New on Blu-Ray ‘Bambi’ Was a Controversial Falure When Released
by Stephen Schochet“Here I am, sitting here, losing my shirt, and you’re telling me what you’d be losing.” — Walt Disney in 1942, explaining to a director why the studio had to cut sequences from Bambi.
In 1937, full of confidence and pioneering spirit as to what could be accomplished in the cartoon medium, thirty-six-year-old Walt Disney acquired the film rights to the children’s book Bambi, A Life in the Woods. Written by the Hungarian born Siegmund Salzmann, under the pen name Felix Salten in 1923, Bambi was amongst the many books banned in Adolph Hitler’s Germany in 1936 (reportedly the usually animal loving Nazis, saw the Jewish Salten’s story of woodland creatures trying to survive the menace of man as an allegory for Jews trying to escape persecution). Despite warnings from his artists that it lacked a sufficient plot, and his heavy dependence on the German market, Walt saw Bambias a great opportunity to animate animals with human personalities.
Typically Walt laughed off the idea that there were any political meanings in his films. The Three Little Pigs (1933)was seen by many as an ode to the Great Depression; The happy swine danced like the carefree people in the 1920s until the big bad wolf wiped out their houses with the force of the 1929 stock market crash. The usually Republican Walt never intended that the hard-working pig that lived in the brick house be seen as an endorsement of President Roosevelt’s New Deal policies. Seven years later, a columnist fumed over Fantasia. In hermind, the film’s climactic scene, where the devil damned human souls into a volcano, meant Disney was saying we were all helpless against Nazi demons.Perhaps the wildest accusation had been made three years earlier when a left-wing newspaper writer had written that in Disney’s Snow White,when the seven dwarfs had taken down the wicked queen, it was a clear triumph for a miniature communist society. Walt no doubt would have been taken aback to find out that many people in the modern green movement would later cite watching Bambi as the beginning of their interest in environmentalism.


• Work required:
Please report every line in the entries that contains the string "population".

• Information supplied:
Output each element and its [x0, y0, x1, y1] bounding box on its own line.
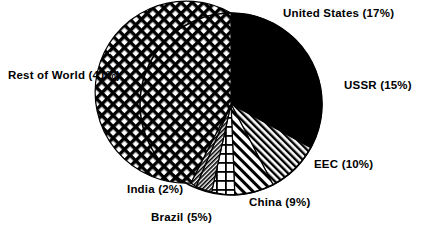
pie-chart-canvas — [0, 0, 422, 237]
pie-slices — [95, 1, 322, 195]
pie-label-india: India (2%) — [127, 183, 183, 196]
scan-artifact-speck — [109, 52, 111, 54]
pie-label-china: China (9%) — [249, 196, 310, 209]
pie-label-rest-of-world: Rest of World (41%) — [8, 69, 120, 82]
pie-label-ussr: USSR (15%) — [344, 79, 412, 92]
pie-chart: United States (17%) USSR (15%) EEC (10%)… — [0, 0, 422, 237]
pie-label-united-states: United States (17%) — [283, 7, 394, 20]
pie-label-brazil: Brazil (5%) — [151, 211, 212, 224]
pie-label-eec: EEC (10%) — [314, 158, 373, 171]
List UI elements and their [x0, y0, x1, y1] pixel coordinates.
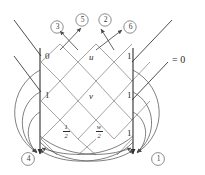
- node-label-w-over-two: w 2: [93, 124, 105, 139]
- bottom-crossing-curves: [40, 136, 133, 161]
- equation-label: = 0: [172, 55, 185, 65]
- node-label-1-mid-left: 1: [45, 91, 50, 100]
- circled-node-3: 3: [51, 21, 64, 34]
- top-arrows: [60, 28, 122, 50]
- node-label-1-bottom-right: 1: [127, 129, 132, 138]
- circled-node-5: 5: [76, 14, 89, 27]
- fraction-numerator: 1: [60, 124, 72, 131]
- node-label-one-half: 1 2: [60, 124, 72, 139]
- node-label-1-mid-right: 1: [127, 91, 132, 100]
- node-label-v: v: [89, 92, 93, 101]
- node-label-1-top-right: 1: [127, 52, 132, 61]
- node-label-u: u: [89, 53, 94, 62]
- node-label-0-top-left: 0: [45, 52, 50, 61]
- figure-canvas: 0 u 1 1 v 1 1 2 w 2 1 3 5 2 6 4 1 = 0: [0, 0, 205, 175]
- fraction-numerator: w: [93, 124, 105, 131]
- fraction-denominator: 2: [93, 132, 105, 139]
- fraction-denominator: 2: [60, 132, 72, 139]
- vertical-rails: [40, 48, 133, 154]
- circled-node-4: 4: [22, 153, 35, 166]
- circled-node-1: 1: [152, 153, 165, 166]
- outer-loops-right: [133, 70, 159, 153]
- circled-node-6: 6: [124, 21, 137, 34]
- outer-loops-left: [15, 70, 40, 153]
- circled-node-2: 2: [99, 14, 112, 27]
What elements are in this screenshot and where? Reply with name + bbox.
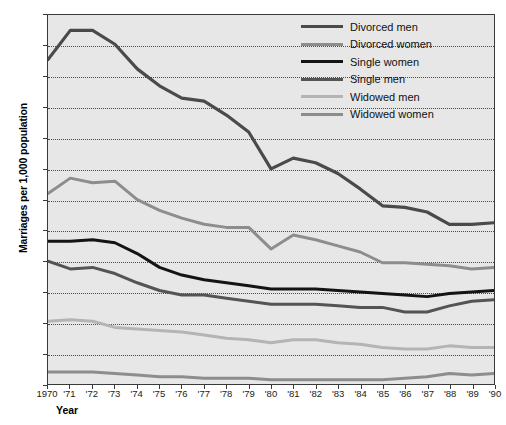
x-axis-tick-mark — [450, 385, 451, 389]
x-axis-tick-mark — [293, 385, 294, 389]
series-line-widowed-men — [48, 320, 494, 349]
legend-item-single-men[interactable]: Single men — [301, 71, 486, 89]
x-axis-tick-label: '90 — [478, 388, 506, 399]
x-axis-tick-mark — [69, 385, 70, 389]
legend-label: Single women — [350, 56, 419, 68]
legend-swatch-icon — [301, 113, 343, 116]
legend-label: Divorced women — [350, 38, 432, 50]
legend-label: Single men — [350, 73, 405, 85]
legend-item-divorced-men[interactable]: Divorced men — [301, 18, 486, 36]
legend-swatch-icon — [301, 25, 343, 28]
legend-swatch-icon — [301, 78, 343, 81]
x-axis-tick-mark — [249, 385, 250, 389]
x-axis-tick-mark — [92, 385, 93, 389]
legend-swatch-icon — [301, 95, 343, 98]
x-axis-tick-mark — [114, 385, 115, 389]
legend-item-divorced-women[interactable]: Divorced women — [301, 36, 486, 54]
legend-label: Divorced men — [350, 21, 418, 33]
x-axis-tick-mark — [338, 385, 339, 389]
x-axis-tick-mark — [316, 385, 317, 389]
series-line-divorced-women — [48, 178, 494, 269]
x-axis-tick-mark — [181, 385, 182, 389]
x-axis-title: Year — [56, 404, 78, 416]
series-line-widowed-women — [48, 372, 494, 380]
legend-item-widowed-men[interactable]: Widowed men — [301, 88, 486, 106]
legend-swatch-icon — [301, 60, 343, 63]
x-axis-tick-mark — [361, 385, 362, 389]
legend-swatch-icon — [301, 43, 343, 46]
x-axis-tick-mark — [47, 385, 48, 389]
y-axis-title: Marriages per 1,000 population — [17, 63, 29, 293]
x-axis-tick-mark — [137, 385, 138, 389]
x-axis-tick-mark — [428, 385, 429, 389]
x-axis-tick-mark — [405, 385, 406, 389]
legend-label: Widowed men — [350, 91, 420, 103]
x-axis-tick-mark — [204, 385, 205, 389]
x-axis-tick-mark — [271, 385, 272, 389]
legend-item-single-women[interactable]: Single women — [301, 53, 486, 71]
chart-legend: Divorced menDivorced womenSingle womenSi… — [301, 18, 486, 123]
legend-label: Widowed women — [350, 108, 434, 120]
x-axis-tick-mark — [473, 385, 474, 389]
x-axis-tick-mark — [383, 385, 384, 389]
series-line-single-men — [48, 261, 494, 312]
x-axis-tick-mark — [159, 385, 160, 389]
x-axis-tick-mark — [495, 385, 496, 389]
x-axis-tick-mark — [226, 385, 227, 389]
legend-item-widowed-women[interactable]: Widowed women — [301, 106, 486, 124]
chart-figure: Marriages per 1,000 population 020406080… — [0, 0, 506, 425]
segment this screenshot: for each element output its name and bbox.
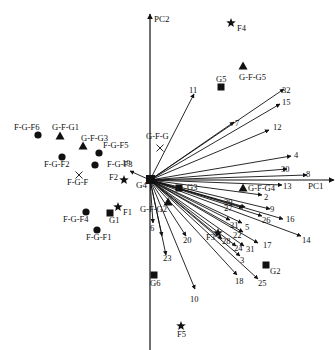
vector-label: 16 <box>286 214 295 224</box>
star-marker-icon <box>119 175 129 184</box>
sample-point: G-F-G2 <box>140 198 173 215</box>
circle-marker-icon <box>95 149 102 156</box>
sample-point: F-G-F3 <box>91 159 132 169</box>
point-label: F4 <box>237 23 247 33</box>
triangle-marker-icon <box>56 132 65 140</box>
sample-point: F-G-F <box>67 172 89 188</box>
sample-point: G-F-G1 <box>52 122 79 140</box>
sample-point: G-F-G5 <box>239 62 266 83</box>
sample-point: G6 <box>150 272 160 289</box>
point-label: F1 <box>123 207 132 217</box>
sample-point: F-G-F2 <box>44 153 70 169</box>
vector-label: 15 <box>282 97 291 107</box>
vector-label: 2 <box>264 192 268 202</box>
point-label: G6 <box>150 278 160 288</box>
vector-label: 6 <box>150 223 154 233</box>
pca-biplot: PC1PC2G4 3215712430813291626142927215221… <box>0 0 335 350</box>
vector-label: 8 <box>306 169 310 179</box>
point-label: F2 <box>109 172 118 182</box>
vector-label: 13 <box>283 181 292 191</box>
sample-point: F5 <box>176 321 186 339</box>
point-label: G-F-G5 <box>239 72 266 82</box>
point-label: F5 <box>177 329 186 339</box>
origin-label: G4 <box>136 180 147 190</box>
vector-label: 25 <box>258 278 267 288</box>
sample-point: F-G-F6 <box>14 122 42 139</box>
cross-marker-icon <box>157 145 164 152</box>
point-label: G-F-G3 <box>81 133 108 143</box>
sample-point: F2 <box>109 172 129 184</box>
sample-point: G5 <box>216 74 226 91</box>
point-label: G1 <box>109 215 119 225</box>
vector-label: 31 <box>246 244 255 254</box>
circle-marker-icon <box>34 131 41 138</box>
point-label: G5 <box>216 74 226 84</box>
star-marker-icon <box>226 18 236 27</box>
point-label: G-F-G1 <box>52 122 79 132</box>
sample-point: F-G-F4 <box>63 208 90 224</box>
star-marker-icon <box>113 202 123 211</box>
vector-label: 27 <box>224 203 233 213</box>
vector-label: 9 <box>270 204 274 214</box>
sample-point: G1 <box>107 210 120 226</box>
vector-label: 20 <box>183 235 192 245</box>
point-label: F-G-F1 <box>86 232 112 242</box>
vector-label: 4 <box>294 150 299 160</box>
point-label: F-G-F4 <box>63 214 89 224</box>
square-marker-icon <box>176 185 183 192</box>
point-label: F3 <box>206 232 215 242</box>
circle-marker-icon <box>91 161 98 168</box>
loading-vector: 18 <box>150 180 244 286</box>
sample-point: F-G-F1 <box>86 226 112 242</box>
loading-vector: 7 <box>150 118 239 180</box>
point-label: G-F-G2 <box>140 204 167 214</box>
vector-label: 22 <box>233 230 242 240</box>
vector-label: 18 <box>235 276 244 286</box>
vector-label: 32 <box>282 85 291 95</box>
vector-label: 11 <box>189 85 197 95</box>
vector-arrow <box>150 180 258 279</box>
vector-label: 14 <box>302 235 311 245</box>
pc1-axis-label: PC1 <box>308 181 324 191</box>
point-label: G2 <box>270 266 280 276</box>
point-label: G-F-G <box>146 131 169 141</box>
point-label: G-F-G4 <box>248 183 276 193</box>
pc2-axis-label: PC2 <box>154 14 170 24</box>
vector-label: 17 <box>263 240 272 250</box>
sample-point: G2 <box>263 262 281 277</box>
point-label: F-G-F2 <box>44 159 70 169</box>
vector-label: 30 <box>281 164 290 174</box>
sample-point: G-F-G4 <box>239 183 276 193</box>
square-marker-icon <box>263 262 270 269</box>
vector-label: 12 <box>273 122 282 132</box>
point-label: F-G-F <box>67 177 89 187</box>
vector-label: 5 <box>245 222 249 232</box>
point-label: F-G-F3 <box>107 159 133 169</box>
sample-point: F4 <box>226 18 247 33</box>
vector-label: 10 <box>190 294 199 304</box>
square-marker-icon <box>218 84 225 91</box>
vector-arrow <box>150 169 287 180</box>
point-label: G3 <box>187 182 197 192</box>
vector-label: 7 <box>235 118 239 128</box>
triangle-marker-icon <box>239 184 248 192</box>
triangle-marker-icon <box>239 62 248 70</box>
vector-label: 23 <box>163 253 172 263</box>
point-label: F-G-F6 <box>14 122 40 132</box>
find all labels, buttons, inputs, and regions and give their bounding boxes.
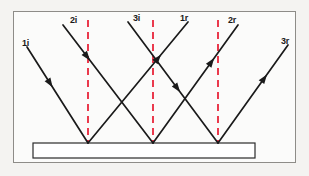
arrowhead-3r [259,74,267,84]
ray-line-1i [27,47,88,143]
ray-line-3r [218,45,288,143]
ray-1i [27,47,88,143]
mirror-group [33,143,255,158]
ray-label-3r: 3r [281,37,289,46]
ray-line-2r [153,25,238,143]
ray-label-2i: 2i [70,16,77,25]
arrowhead-2r [206,58,214,68]
ray-label-1i: 1i [22,39,29,48]
ray-3r [218,45,288,143]
ray-label-1r: 1r [180,14,188,23]
ray-diagram-canvas [0,0,309,176]
arrowhead-1i [45,77,53,87]
reflection-diagram: 1i2i3i1r2r3r [0,0,309,176]
ray-2r [153,25,238,143]
ray-label-3i: 3i [133,14,140,23]
plane-mirror [33,143,255,158]
ray-label-2r: 2r [228,16,236,25]
light-rays-group [27,22,288,143]
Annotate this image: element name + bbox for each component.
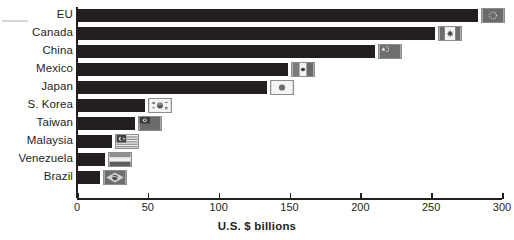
mexico-flag-icon: [291, 62, 315, 77]
china-flag-icon: [378, 44, 402, 59]
bar-row: EU: [0, 7, 514, 25]
bar-row: S. Korea: [0, 97, 514, 115]
category-label-taiwan: Taiwan: [37, 115, 73, 133]
bar: [77, 99, 145, 112]
category-label-brazil: Brazil: [44, 169, 73, 187]
bar: [77, 9, 478, 22]
axis-tick: [431, 193, 433, 199]
malaysia-flag-icon: [115, 134, 139, 149]
axis-tick: [77, 193, 79, 199]
category-label-japan: Japan: [41, 79, 73, 97]
bar-rows: EUCanadaChinaMexicoJapanS. KoreaTaiwanMa…: [0, 7, 514, 187]
axis-tick-label: 100: [209, 201, 227, 213]
axis-tick-label: 250: [422, 201, 440, 213]
bar: [77, 81, 267, 94]
category-label-venezuela: Venezuela: [18, 151, 73, 169]
category-label-canada: Canada: [32, 25, 73, 43]
plot-area: EUCanadaChinaMexicoJapanS. KoreaTaiwanMa…: [0, 0, 514, 200]
bar-row: Venezuela: [0, 151, 514, 169]
bar-row: Canada: [0, 25, 514, 43]
axis-tick: [502, 193, 504, 199]
bar: [77, 117, 135, 130]
category-label-malaysia: Malaysia: [27, 133, 73, 151]
venezuela-flag-icon: [108, 152, 132, 167]
category-label-mexico: Mexico: [36, 61, 73, 79]
south-korea-flag-icon: [148, 98, 172, 113]
category-label-china: China: [42, 43, 73, 61]
axis-tick: [219, 193, 221, 199]
axis-tick-label: 50: [142, 201, 154, 213]
bar: [77, 153, 105, 166]
bar-row: Taiwan: [0, 115, 514, 133]
bar: [77, 45, 375, 58]
axis-title: U.S. $ billions: [0, 220, 514, 232]
bar-row: Japan: [0, 79, 514, 97]
bar-row: Brazil: [0, 169, 514, 187]
axis-tick-label: 0: [74, 201, 80, 213]
canada-flag-icon: [438, 26, 462, 41]
bar-row: China: [0, 43, 514, 61]
eu-flag-icon: [481, 8, 505, 23]
axis-tick: [148, 193, 150, 199]
japan-flag-icon: [270, 80, 294, 95]
bar: [77, 135, 112, 148]
category-label-eu: EU: [57, 7, 73, 25]
bar: [77, 63, 288, 76]
brazil-flag-icon: [103, 170, 127, 185]
axis-tick-label: 150: [280, 201, 298, 213]
bar: [77, 27, 435, 40]
taiwan-flag-icon: [138, 116, 162, 131]
axis-tick: [360, 193, 362, 199]
bar: [77, 171, 100, 184]
category-label-s-korea: S. Korea: [27, 97, 73, 115]
axis-tick-label: 200: [351, 201, 369, 213]
bar-row: Mexico: [0, 61, 514, 79]
axis-tick: [290, 193, 292, 199]
axis-tick-label: 300: [493, 201, 511, 213]
bar-chart: EUCanadaChinaMexicoJapanS. KoreaTaiwanMa…: [0, 0, 514, 240]
bar-row: Malaysia: [0, 133, 514, 151]
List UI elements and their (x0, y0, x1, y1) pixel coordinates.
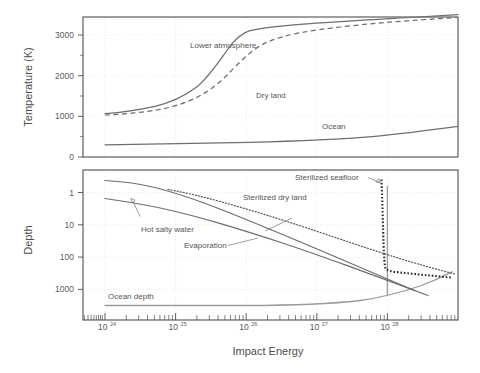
temperature-ytick-1000: 1000 (55, 111, 74, 121)
depth-ytick-10: 10 (65, 220, 75, 230)
xtick-label-0: 10 (98, 322, 108, 332)
xtick-label-2: 10 (239, 322, 249, 332)
annotation-sterilized-seafloor: Sterilized seafloor (295, 173, 359, 182)
xtick-label-1: 10 (169, 322, 179, 332)
temperature-axis-label: Temperature (K) (22, 47, 34, 126)
xtick-label-4: 10 (380, 322, 390, 332)
annotation-sterilized-dry-land: Sterilized dry land (243, 193, 307, 202)
xtick-exp-2: 26 (251, 321, 257, 327)
depth-ytick-1000: 1000 (55, 284, 74, 294)
temperature-ytick-3000: 3000 (55, 30, 74, 40)
annotation-lower-atmosphere: Lower atmosphere (190, 41, 257, 50)
xtick-exp-4: 28 (392, 321, 398, 327)
annotation-hot-salty-water: Hot salty water (141, 225, 194, 234)
xaxis-label: Impact Energy (233, 345, 304, 357)
figure-background (0, 0, 480, 373)
depth-axis-label: Depth (22, 225, 34, 254)
annotation-dry-land: Dry land (256, 91, 286, 100)
temperature-ytick-0: 0 (69, 152, 74, 162)
xtick-exp-3: 27 (322, 321, 328, 327)
xtick-exp-1: 25 (181, 321, 187, 327)
xtick-exp-0: 24 (110, 321, 116, 327)
temperature-ytick-2000: 2000 (55, 71, 74, 81)
annotation-ocean-depth: Ocean depth (108, 292, 154, 301)
depth-ytick-100: 100 (60, 252, 74, 262)
depth-ytick-1: 1 (69, 188, 74, 198)
figure-container: 0 1000 2000 3000 Temperature (K) Lower a… (0, 0, 480, 373)
annotation-ocean: Ocean (322, 122, 346, 131)
annotation-evaporation: Evaporation (184, 241, 227, 250)
impact-energy-figure: 0 1000 2000 3000 Temperature (K) Lower a… (0, 0, 480, 373)
xtick-label-3: 10 (310, 322, 320, 332)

• Solution to the problem:
y-axis-title: Marriages per 1,000 population — [17, 63, 29, 293]
chart-figure: Marriages per 1,000 population 020406080… — [0, 0, 506, 425]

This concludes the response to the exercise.